False dichotomy. They should be plowing that money into more R&D, or, absent the current ability to do that, saving it for a rainy day.

As a paying customer, I want Kagi to succeed. I want Kagi's search offering to keep improving. Spending a couple hundred thousand of the company's money on t-shirts (one that I would receive, as I was a fairly early customer) sounds foolish to me, regardless of how much the founder is personally invested in the company, and regardless of whether or not he'll invest more of his own money to keep the company growing in the future, if needed.

I'm still bullish on Kagi's future, but things like this (and things mentioned in the linked article as a whole) make me a little worried.

> Would you be upset if they had just donated that excess to charity?
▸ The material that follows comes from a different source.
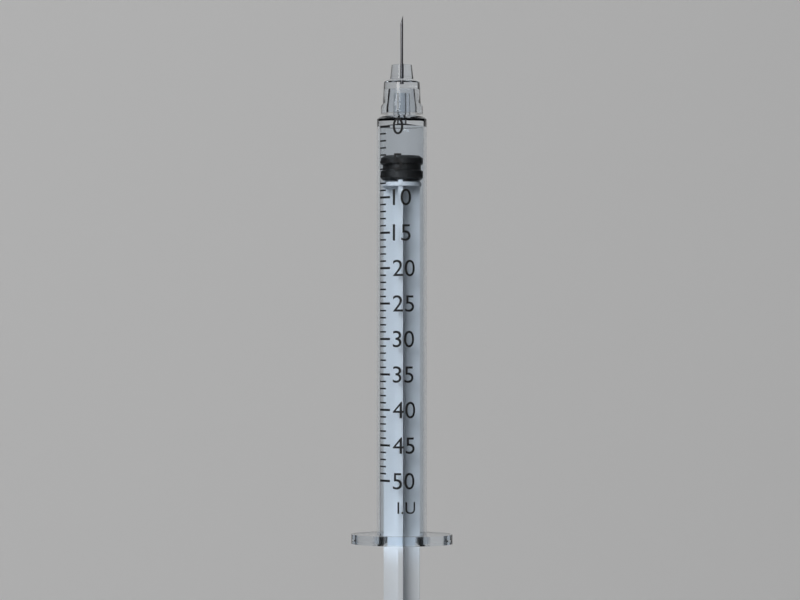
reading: 4 I.U.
Probably! When I was at Twilio, we participated in GitHub's charity dodgeball tournament a few times (early last decade, I think). The cost of admission was $3000 per team, and would go to charity. After a couple years doing it, finance started getting uncomfortable with it. We were a private, unprofitable company (now Twilio is, of course, a public, unprofitable company), giving away money that our VCs had invested in us.

Initially I rolled my eyes, "just the bean-counters doing what they do best: whining about every bit of spend". But later, looking back, I realized they had a point. While $3000 wasn't a lot of money in the grand scheme of the company, what benefit was spending it actually providing the company? Ok, so 12 or so employees got to go and have a fun day at a rec center, boosting morale for them. We got our logo on the website for the tournament, which was maybe a little visibility/marketing. But was that really worth $3000 of our VC money? Maybe it was, but I don't think it's an obvious "yes".